One caveat: the stories have been proofread and copy-edited with mind-boggling ineptitude. You may want to grab a pen and correct all the errors for the next person who reads the collection. Think of it as a fun game!
- "The Ghoul" (1934): Smith's ghoul isn't as idiosyncratic as Lovecraft's ghouls, though it sure loves to eat dead people.
- "A Rendering from the Arabic" (Variant of "The Return of the Sorcerer" [1931]): Slightly different version of the oft-reprinted "The Return of the Sorcerer." Lovecraftian references abound in a story about the walking, shuffling dead.
- "The Hunters from Beyond" (1932): One of those Smith stories that plays with his own multi-talented career as a painter and sculptor as well as a writer of prose and poetry. It does seem a bit derivative of both HPL's "Pickman's Model" and Frank Belknap Long's "The Hounds of Tindalos."

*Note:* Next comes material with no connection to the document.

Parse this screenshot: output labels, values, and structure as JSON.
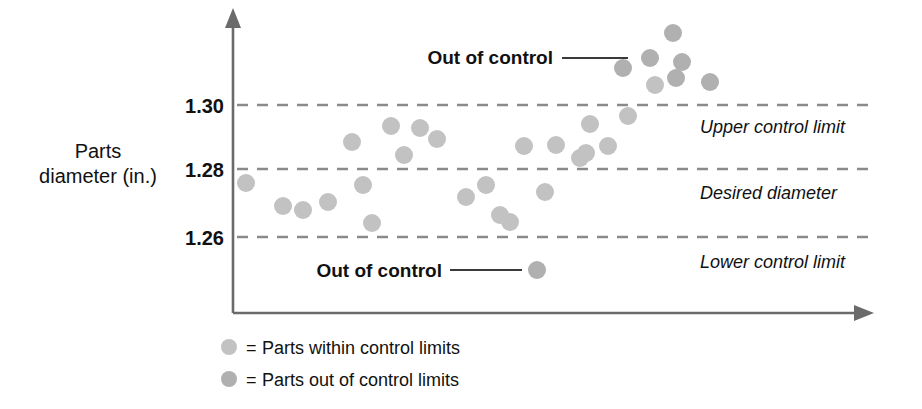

- "The Vaults of Abomi" (Variant of "The Vaults of Yoh-Vombis" [1932/1989]): A few hundred words flesh out the beginning of one of Smith's two or three finest works of science-fictional horror, set on his version of Mars and possessed of imagery and situations that anticipate such later horrors as Alien, The Thing, and The Puppet Masters.
- "The Nameless Offspring" (1932): Well, we get the offstage rape of a woman in a coma by a ghoul, followed by the resultant offspring. One of Smith's most obliquely disturbing works.
- "Ubbo-Sathla (1933)": Much-reprinted reincarnational horror story.
- "The Werewolf of Averoigne" (Variant of "The Beast of Averoigne") [1931/1984]): The variant is superior to the standard version, preserving as it does Smith's original multi-viewpoint epistolary format.
- "The Eidolon of the Blind" (Variant of "The Dweller in the Gulf" [1933]): Another creepy science-fiction horror story set on Smith's version of Mars, which makes most other early 20th-century writers' versions of Mars seem like a goddam Disneyworld.
- "Vulthoom" (1935): Another Mars story, much lighter on horror and, as Price comments in the notes, not that different from many other contemporary interplanetary stories involving humans and decadent, Orientalist civilizations.
- "The Treader of the Dust" (1935): Excellent, concise horror story with a strikingly creepy evil god or demigod or whatever you want to call it.
- "The Infernal Star" (Fragment) (1935/1989): Fascinating, long fragment of what was to be a novella-length dark fantasy involving reincarnation, atomic 'memory,' and a Sun made, basically, of Evil.
In all: highly recommended, though I do wish for an edition with better copy editing.